Because I was so stunned and outraged that he was not selected for the Hall that I waited almost a week to write about it, for one.
Because I think there should be riots in the streets over his omission from the Hall of Fame. Because he didn't get to play in the white major leagues. Because at 94 years old, he, who saw Ty Cobb and Babe Ruth play, and yet was in Minneapolis when I was this summer, doesn't have a plaque. It almost leads me to believe that Buck O'Neil is just another example of how nice guys finish last.

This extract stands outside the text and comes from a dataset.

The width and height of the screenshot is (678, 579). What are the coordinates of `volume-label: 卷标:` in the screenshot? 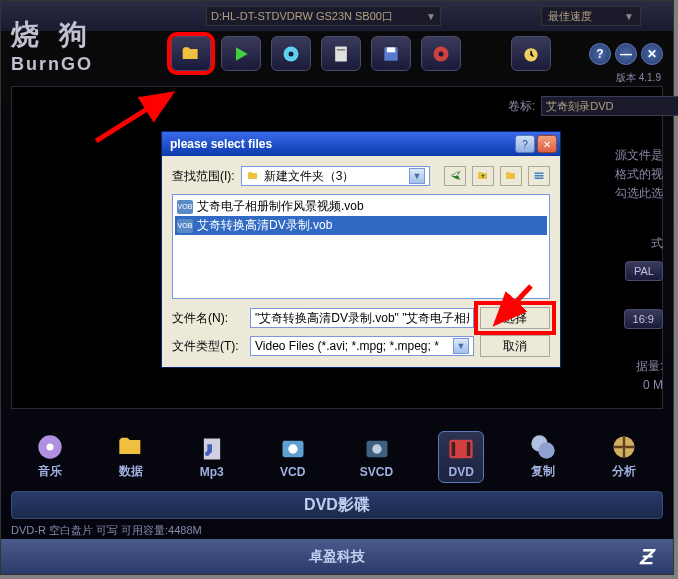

Now that's a little harsh. O'Neil will be the first to say that he's not bothered by the blatant snub from the Hall of Fame, made all the worse by the fact that it was a special election for players and contributors from his era. He's a gracious, incredible human being, who doesn't campaign for himself and always puts baseball first. That link is his excerpts from Ken Burns' Baseball series. Fascinating stuff.
But the fact is that USA Today's Hal Brodley is correct when he calls this an embarassment. "The idea was to further correct the age-old embarrassment that excluded African-Americans from the major leagues for so long," he writes. Well, when you elect relative unknowns and omit one of only two living candidates (the borderline Minnie Minoso being the other), then you're really not correcting anything. It's a shuffling of paper -- inducting a bunch of names that have no connection to the present.
This is not a diminishment of those inducted. But they are not alive, their names are not known, and they do not inspire those around baseball like Buck O'Neil does.
This is no pity vote, either. O'Neil was good enough to be a bonafide star in the heyday of the Negro leagues, when the competition was as good at the top as the cream of the white leagues. He also was one of the great scouts of his era, discovering Ernie Banks and Lou Brock, among other -- players who were not merely taken from the established Negro Leagues, but were young, outstanding black players that O'Neil recognized for their talent.
He won five pennants as a KC Monarchs manager, and was the first black coach in the Major Leagues. As an all-around contributor, there's little to argue with for the Hall -- and he could have been picked solely as a Negro league player.
In his later years, O'Neil has been a bulwark of the Veterans committee, helping to get Negro players recognized (and no doubt helping overlooked players of all backgrounds) by the Hall.
So it's a shame. But the silver lining is that all this attention lets us hear Buck O'Neil some more, lets him educate us more, and lets us realize what a great history, a great game, baseball is, especially when seen through the eyes of a man who's lived most of it.